On Sunday, 10 April 2016 at 14:57:03 UTC, hilop wrote:
On Saturday, 9 April 2016 at 14:15:38 UTC, Nordlöw wrote:
Has anybody more than I thought about representing the sample rate of a sampled signal collected from sources such as microphones and digital radio receivers?

With it we could automatically relate DFT/FFT bins to real frequencies and other cool stuff.

Maybe we could make it part of the standard solution for linear algebra processing and units of measurement in D.

Destroy.

The magnitude is not hard to represent for a buffer.
let's say you have a FFT of 512 sample, each bin N represent a sub-sinusoid of a frequency given by (SR/(512*2)) * N. Then you've got the power of this sub-sinusoid with Hypoth(bin.real, bin.imag).

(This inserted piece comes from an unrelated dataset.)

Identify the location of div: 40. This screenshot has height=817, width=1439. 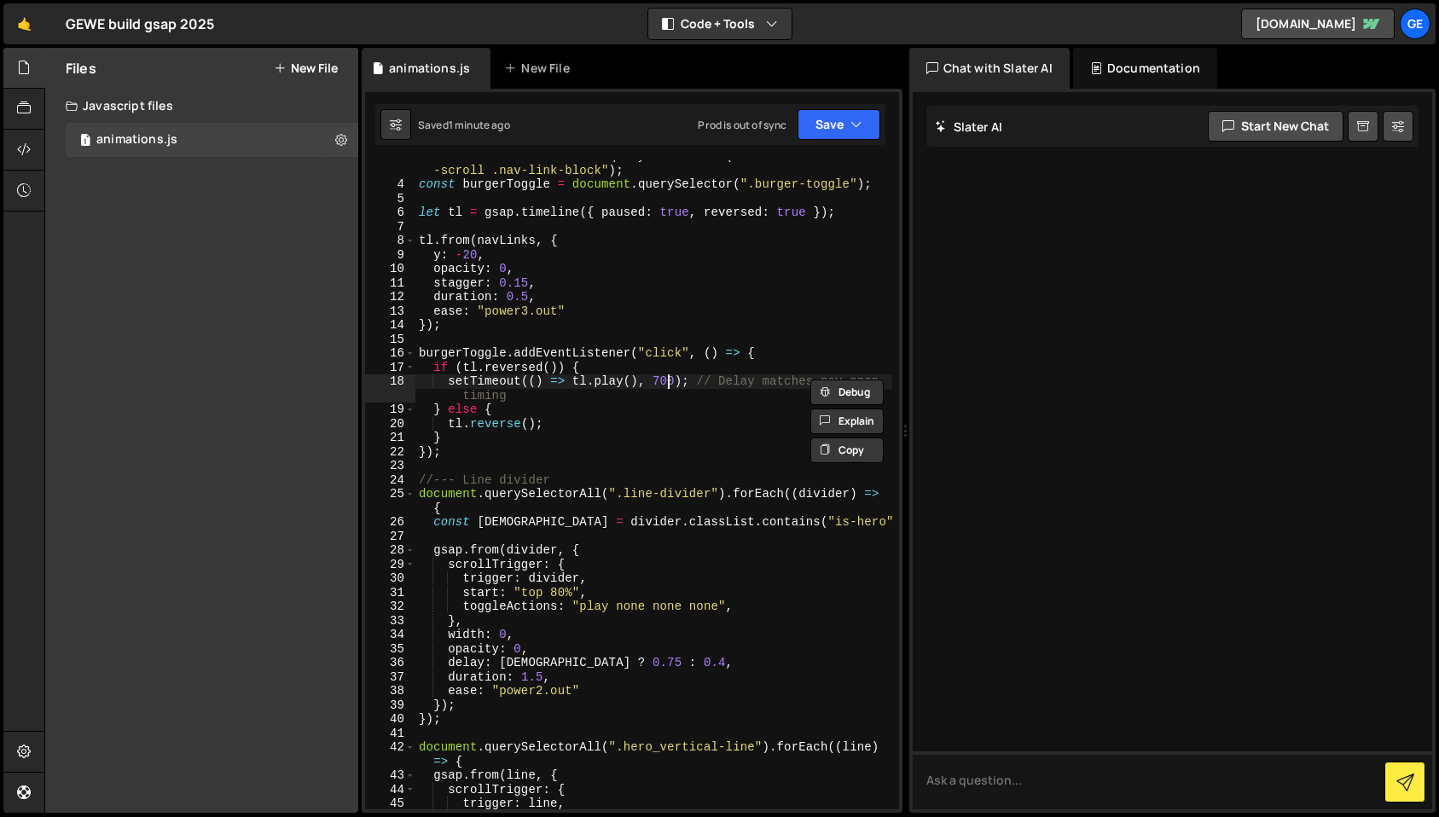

Since amplitude perception is not linear, the Y (A to db, from .0f->.1f to -100f->0.0f scale must be adjusted. Since the frequency neither the X scale also (frequency to pitch, from 0->22050 to 0->127). (I don't remember the formula right now but those two converters could be part of the unit framework.)

Now to make the things properly (which means avoiding the artifacts, aka the aliasing or the spectrum folding, due to the cut at the buffer edge), the buffers must be multiplied by a windowing function (e.g hanning, hamming, etc) and overlapped (to maintain the original power spectrum).

Believe me or not but we are living in a world where it's easy to get the information, but very few people are able to understand the information.
Technician vs Analyst.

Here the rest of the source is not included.